Three years later, she had her first solo show at Au Sacre du Printemps in Paris, selling all 27 pieces on view—and getting good reviews to boot.

 

She appeared on the silver screen, although film stardom eluded her.

De Montparnasse’s first performance on film came in Le Retour à la raison, a hastily glued together three-minute film Man Ray made on two days notice for a Dada art show organized by Tristan Tzara in 1923. The event was marred by violence, with the police arriving after André Breton broke poet Pierre de Massot’s arm, and the night devolving into drunken fist fights in the streets.

Later that year, De Montparnasse traveled to New York, where she made a go of breaking into the movie business. The anecdotes vary, but for one reason or another, she returned to Paris without filming anything in the U.S.

There, she went on to have small parts in four pictures in quick succession, including Jaque Catelain’s feature film The Gallery of Monsters, credited as Kiki Ray. Her most prominent role came courtesy of Fernand Léger, in Ballet mécanique, in which De Montparnasse’s face is juxtaposed with close up shots of various objects and machines.

 

She wrote her memoirs at just 28.

Kiki's Memoirs by Kiki de Montparnasse, translated from the French by Samuel Putnam, and published in the U.S. by Black Manikin.

Kiki’s Memoirs by Kiki de Montparnasse, translated from the French by Samuel Putnam, and published in the U.S. by Black Manikin.

After splitting with Man Ray, De Montparnasse began dating the cartoonist Henri Broca, and paying to publish his new magazine, Paris-Montparnasse. That led in turn to the release of De Montparnasse’s memoirs, pairing her writings recounting her life with various artworks she had featured in over the years.

She was just 28 years old. She was also undeniably famous.

“Who doesn’t know Kiki, in Montparnasse, and therefore the whole world?” one reviewer asked. Another proclaimed that “Kiki is a lively girl, rowdy painter, and bohemian writer, rolled into one. She is everything.”
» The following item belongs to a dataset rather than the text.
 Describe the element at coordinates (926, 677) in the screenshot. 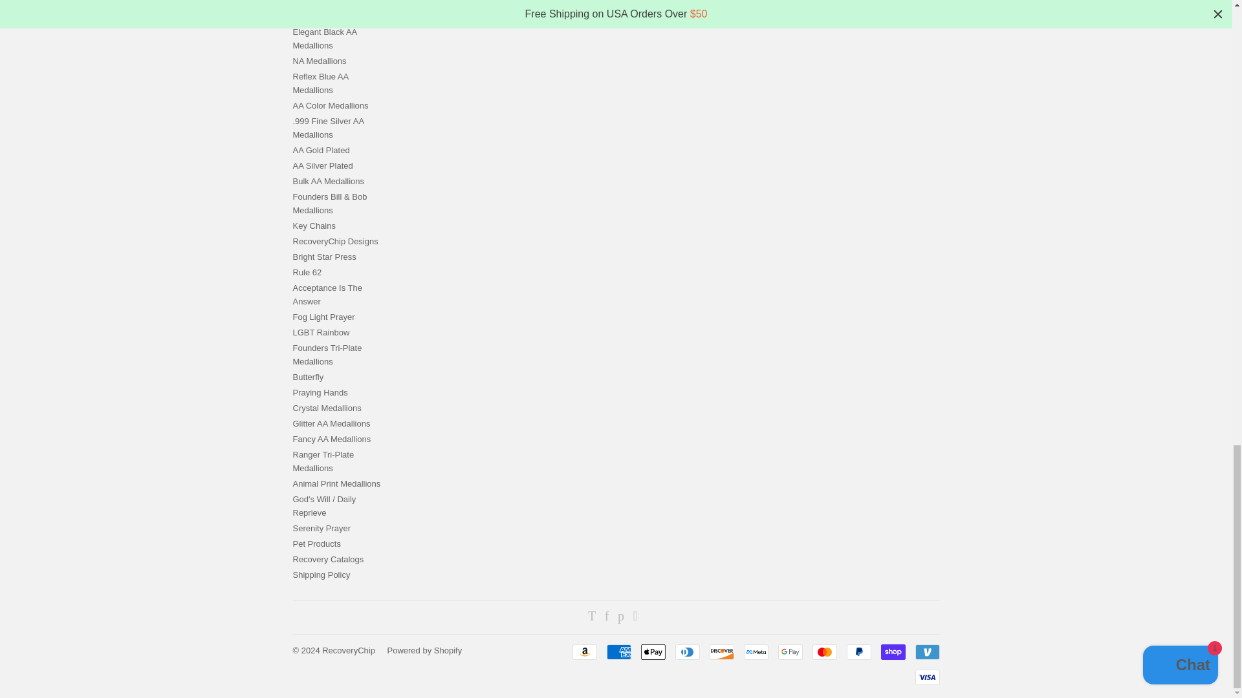

I see `Visa` at that location.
Bookseller Edward Titus arranged to bring a translation of the book by Samuel Putnam to the U.S. It was to have a preface by Ernest Hemingway, who wrote that De Montparnasse “dominated the era of Montparnasse more than Queen Victoria ever dominated the Victorian era.”

But for De Montparnasse, transatlantic fame was not to be. U.S. customs officials seized the first shipment of the book as obscene, and no more English language copies were printed.

 

She was crowned Queen of Montparnasse.

A photo by Kiki de Montparnasse by Julien Mandel.
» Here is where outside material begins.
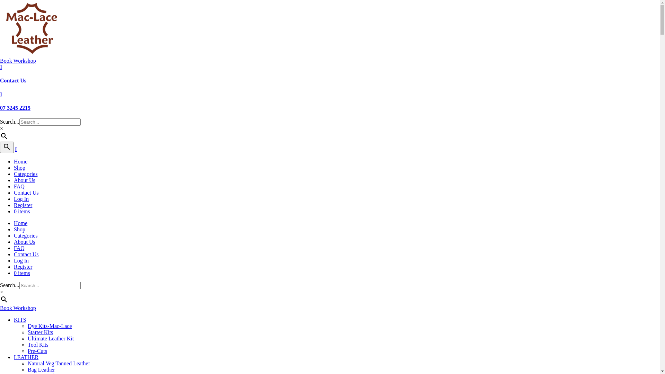 This screenshot has width=665, height=374. Describe the element at coordinates (23, 267) in the screenshot. I see `Register` at that location.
A photo of Kiki de Montparnasse by Julien Mandel. Public domain.

Kiki earned the second half of her name in 1929, at a variety show hosted by Paris-Montparnasse ahead of the publication of her memoirs. She sang her most popular numbers before a packed house, paying tribute to the neighborhood’s already fading glory days.
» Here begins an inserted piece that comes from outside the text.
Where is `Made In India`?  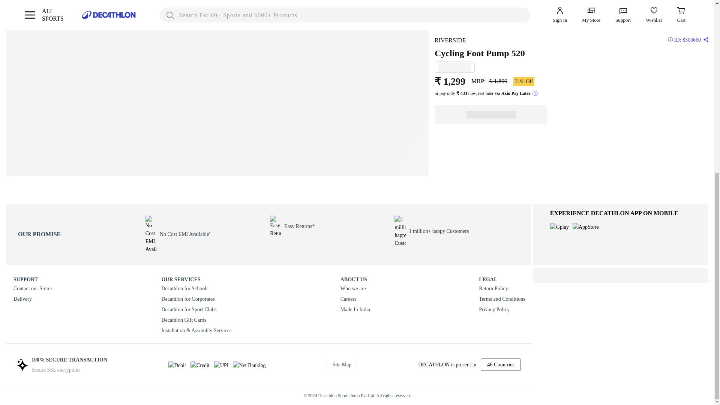 Made In India is located at coordinates (355, 310).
At the end of the night, there was an over-the-top coronation ceremony, crowning her Queen of Montparnasse. Her new name, Kiki de Montparnasse, not only recognized her as artistic royalty, it inextricably tied her to the neighborhood that had birthed such inspiring and groundbreaking art. It recognized her foremost position among the artists of Montparnasse, not only as muse and model, but as an equal party to the creative process.